Mr. Stephens, 35, who goes by Nate, wondered “if the algorithms and universe” were trying to tell him something. But his heavy workload kept him from dating anyone. Later that month, the algorithms of a third app, Scruff, did it again.
“The timing just clicked,” Mr. Stephens said. “I was in town and he was in town.”
As they exchanged texts with ease, Mr. Daniels softened. They agreed to meet on June 22, at a local bar, Union Drinkery, now St. Vincent Wine, a few blocks from their apartments in the Columbia Heights section of Washington.
They hugged hello outside the bar, and spoke for hours over drinks in the courtyard. At one point, a rat scurried past them; Mr. Stephens remained calm while Mr. Daniels panicked and let out a gasp, pulling his feet up on his chair.
“I’m the country mouse, and he’s the city mouse,” Mr. Stephens said, with a laugh. He grew up on a 400-acre cattle ranch in the Black Hills of South Dakota outside St. Onge, while Mr. Daniels, an Army brat, moved around the country, mostly the South, with his family.
Mr. Stephens runs his own consulting practice connecting organizations and communities to solve racial, social and economic problems. He graduated magna cum laude from Carleton College in Northfield, Minn., and received a Master of Public Administration from the Middlebury Institute of International Studies at Monterey in Monterey, Calif.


▶ **ABOUT THIS TASK**
List every line below containing "column".

--- START ---

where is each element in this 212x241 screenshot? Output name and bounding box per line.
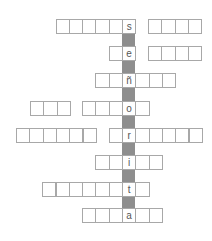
answer-cell[interactable] <box>56 19 70 34</box>
answer-cell[interactable] <box>149 208 163 223</box>
answer-cell[interactable] <box>56 128 70 143</box>
answer-cell[interactable] <box>29 128 43 143</box>
answer-cell[interactable] <box>95 101 109 116</box>
key-letter-cell: i <box>122 155 136 170</box>
answer-cell[interactable] <box>69 182 83 197</box>
answer-cell[interactable] <box>109 46 123 61</box>
answer-cell[interactable] <box>175 19 189 34</box>
answer-cell[interactable] <box>82 101 96 116</box>
answer-cell[interactable] <box>109 101 123 116</box>
answer-cell[interactable] <box>69 19 83 34</box>
answer-cell[interactable] <box>135 155 149 170</box>
answer-cell[interactable] <box>135 73 149 88</box>
answer-cell[interactable] <box>175 128 189 143</box>
answer-cell[interactable] <box>83 128 97 143</box>
key-column-connector <box>122 196 135 208</box>
answer-cell[interactable] <box>175 46 189 61</box>
key-letter-cell: t <box>122 182 136 197</box>
answer-cell[interactable] <box>161 19 175 34</box>
answer-cell[interactable] <box>135 182 149 197</box>
answer-cell[interactable] <box>109 155 123 170</box>
key-column-connector <box>122 169 135 182</box>
answer-cell[interactable] <box>135 128 149 143</box>
answer-cell[interactable] <box>188 46 202 61</box>
answer-cell[interactable] <box>189 128 203 143</box>
answer-cell[interactable] <box>95 19 109 34</box>
answer-cell[interactable] <box>162 73 176 88</box>
answer-cell[interactable] <box>95 73 109 88</box>
answer-cell[interactable] <box>56 182 70 197</box>
answer-cell[interactable] <box>109 73 123 88</box>
answer-cell[interactable] <box>95 155 109 170</box>
answer-cell[interactable] <box>149 155 163 170</box>
answer-cell[interactable] <box>109 208 123 223</box>
answer-cell[interactable] <box>149 128 163 143</box>
answer-cell[interactable] <box>148 46 162 61</box>
answer-cell[interactable] <box>188 19 202 34</box>
key-column-connector <box>122 33 135 46</box>
answer-cell[interactable] <box>135 101 149 116</box>
key-letter-cell: s <box>122 19 136 34</box>
answer-cell[interactable] <box>162 128 176 143</box>
key-letter-cell: o <box>122 101 136 116</box>
key-letter-cell: ñ <box>122 73 136 88</box>
answer-cell[interactable] <box>109 19 123 34</box>
answer-cell[interactable] <box>42 182 56 197</box>
answer-cell[interactable] <box>109 182 123 197</box>
key-column-connector <box>122 142 135 155</box>
answer-cell[interactable] <box>95 208 109 223</box>
key-column-connector <box>122 87 135 101</box>
key-column-connector <box>122 60 135 73</box>
answer-cell[interactable] <box>16 128 30 143</box>
answer-cell[interactable] <box>82 208 96 223</box>
answer-cell[interactable] <box>148 19 162 34</box>
answer-cell[interactable] <box>82 19 96 34</box>
answer-cell[interactable] <box>149 73 163 88</box>
answer-cell[interactable] <box>43 128 57 143</box>
answer-cell[interactable] <box>69 128 83 143</box>
answer-cell[interactable] <box>57 101 71 116</box>
key-letter-cell: e <box>122 46 136 61</box>
key-letter-cell: r <box>122 128 136 143</box>
answer-cell[interactable] <box>30 101 44 116</box>
answer-cell[interactable] <box>43 101 57 116</box>
key-column-connector <box>122 115 135 128</box>
answer-cell[interactable] <box>109 128 123 143</box>
answer-cell[interactable] <box>95 182 109 197</box>
answer-cell[interactable] <box>82 182 96 197</box>
key-letter-cell: a <box>122 208 136 223</box>
answer-cell[interactable] <box>135 208 149 223</box>
crossword-puzzle: señorita <box>0 0 212 241</box>
answer-cell[interactable] <box>161 46 175 61</box>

--- END ---

▶ **WRITTEN SOLUTION**
key-column-connector <box>122 196 135 208</box>
key-column-connector <box>122 169 135 182</box>
key-column-connector <box>122 33 135 46</box>
key-column-connector <box>122 142 135 155</box>
key-column-connector <box>122 87 135 101</box>
key-column-connector <box>122 60 135 73</box>
key-column-connector <box>122 115 135 128</box>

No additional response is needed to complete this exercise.